1892 Iron Bowl

1893-02-22
Birmingham, AL
ALABAMA
22
VS
AUBURN
32
WINNER

Game Summary

The inaugural Iron Bowl was played on February 22, 1893 (counting as the 1892 season). Auburn won 32-22 at Lakeview Park in Birmingham, igniting the passion that would last for centuries.

Series Snapshot

#1
Meeting of 90
0-1-0
Series after game
0-1-0
Record in the 1890s through this game
#46
Widest-margin rank

Before this meeting, the archive record stood at Alabama 0, Auburn 0, with 0 ties. The 1892 result moved it to Alabama 0, Auburn 1, with 0 ties.

This was the 1st listed Iron Bowl of the 1890s. Through this game, Alabama had 0 wins, Auburn had 1, and the decade included 0 ties.

The teams combined for 54 points, ranking #16 in total scoring among the 90 meetings in the current archive. The 10-point margin ranks #46 by size, shared by 7 games.

Early-era Iron Bowl records can be sparse, so this archive keeps the verified date, location and score separate from later interpretation. In the surrounding chronology, this is the first listed meeting and the next was 1893.

Decisive Moment

The final whistle of the very first game.

📜

Historical Deep Dive

The Birth of a Rivalry

The very first meeting between Alabama and Auburn took place on February 22, 1893, at Lakeview Park in Birmingham. While technically the final game of the 1892 season, it laid the foundation for the most intense rivalry in college sports.

The Game

Auburn won the historical opener 32-22 in front of a crowd of around 5,000. The game was a high-scoring affair for the era, with Auburn jumping out to a lead they would not relinquish.

Key Stats

  • Attendance: ~5,000
  • Auburn Captain: Rufus Dorsey
  • Alabama Captain: E.B. Shoemaker (1892 season)

Significance

This game established the hostility and passion that would define the Iron Bowl. Even in 1893, the state was divided.

Editorial note

Iron Bowl History separates verified game data from editorial interpretation. Scores, dates, and rivalry records are maintained from official records, media guides, game books, and contemporary accounts when available. See our sources and methodology page for correction standards.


▶ Exercise directions:
Set down the material exactly. Keep every line.

▶ Supplied data:
----------
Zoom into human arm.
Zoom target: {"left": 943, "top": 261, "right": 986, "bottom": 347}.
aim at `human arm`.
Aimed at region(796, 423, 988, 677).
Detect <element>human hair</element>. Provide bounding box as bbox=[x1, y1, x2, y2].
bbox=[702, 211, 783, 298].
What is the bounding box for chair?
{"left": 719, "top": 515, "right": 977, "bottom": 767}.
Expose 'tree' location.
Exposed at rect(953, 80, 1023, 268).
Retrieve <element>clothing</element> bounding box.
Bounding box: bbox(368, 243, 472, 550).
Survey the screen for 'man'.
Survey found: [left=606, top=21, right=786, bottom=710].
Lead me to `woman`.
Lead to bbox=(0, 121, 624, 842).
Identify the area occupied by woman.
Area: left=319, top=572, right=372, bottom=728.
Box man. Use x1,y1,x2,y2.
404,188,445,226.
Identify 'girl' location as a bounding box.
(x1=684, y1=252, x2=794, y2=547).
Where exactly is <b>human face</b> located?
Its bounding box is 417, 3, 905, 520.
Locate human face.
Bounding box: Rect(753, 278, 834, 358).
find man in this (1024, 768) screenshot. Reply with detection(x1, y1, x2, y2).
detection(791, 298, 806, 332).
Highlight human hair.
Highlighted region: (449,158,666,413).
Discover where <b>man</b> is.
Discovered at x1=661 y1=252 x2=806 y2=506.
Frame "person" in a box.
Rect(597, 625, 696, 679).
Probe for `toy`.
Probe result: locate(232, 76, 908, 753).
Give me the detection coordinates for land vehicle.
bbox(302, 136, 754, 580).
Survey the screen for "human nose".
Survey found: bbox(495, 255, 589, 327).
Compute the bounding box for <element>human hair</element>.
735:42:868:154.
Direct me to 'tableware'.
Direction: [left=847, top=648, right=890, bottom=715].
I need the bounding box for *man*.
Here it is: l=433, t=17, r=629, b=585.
----------
▶ Expected answer:
Zoom into human arm.
Zoom target: {"left": 943, "top": 261, "right": 986, "bottom": 347}.
aim at `human arm`.
Aimed at region(796, 423, 988, 677).
Detect <element>human hair</element>. Provide bounding box as bbox=[x1, y1, x2, y2].
bbox=[702, 211, 783, 298].
What is the bounding box for chair?
{"left": 719, "top": 515, "right": 977, "bottom": 767}.
Expose 'tree' location.
Exposed at rect(953, 80, 1023, 268).
Retrieve <element>clothing</element> bounding box.
Bounding box: bbox(368, 243, 472, 550).
Survey the screen for 'man'.
Survey found: [left=606, top=21, right=786, bottom=710].
Lead me to `woman`.
Lead to bbox=(0, 121, 624, 842).
Identify the area occupied by woman.
Area: left=319, top=572, right=372, bottom=728.
Box man. Use x1,y1,x2,y2.
404,188,445,226.
Identify 'girl' location as a bounding box.
(x1=684, y1=252, x2=794, y2=547).
Where exactly is <b>human face</b> located?
Its bounding box is 417, 3, 905, 520.
Locate human face.
Bounding box: Rect(753, 278, 834, 358).
find man in this (1024, 768) screenshot. Reply with detection(x1, y1, x2, y2).
detection(791, 298, 806, 332).
Highlight human hair.
Highlighted region: (449,158,666,413).
Discover where <b>man</b> is.
Discovered at x1=661 y1=252 x2=806 y2=506.
Frame "person" in a box.
Rect(597, 625, 696, 679).
Probe for `toy`.
Probe result: locate(232, 76, 908, 753).
Give me the detection coordinates for land vehicle.
bbox(302, 136, 754, 580).
Survey the screen for "human nose".
Survey found: bbox(495, 255, 589, 327).
Compute the bounding box for <element>human hair</element>.
735:42:868:154.
Direct me to 'tableware'.
Direction: [left=847, top=648, right=890, bottom=715].
I need the bounding box for *man*.
Here it is: l=433, t=17, r=629, b=585.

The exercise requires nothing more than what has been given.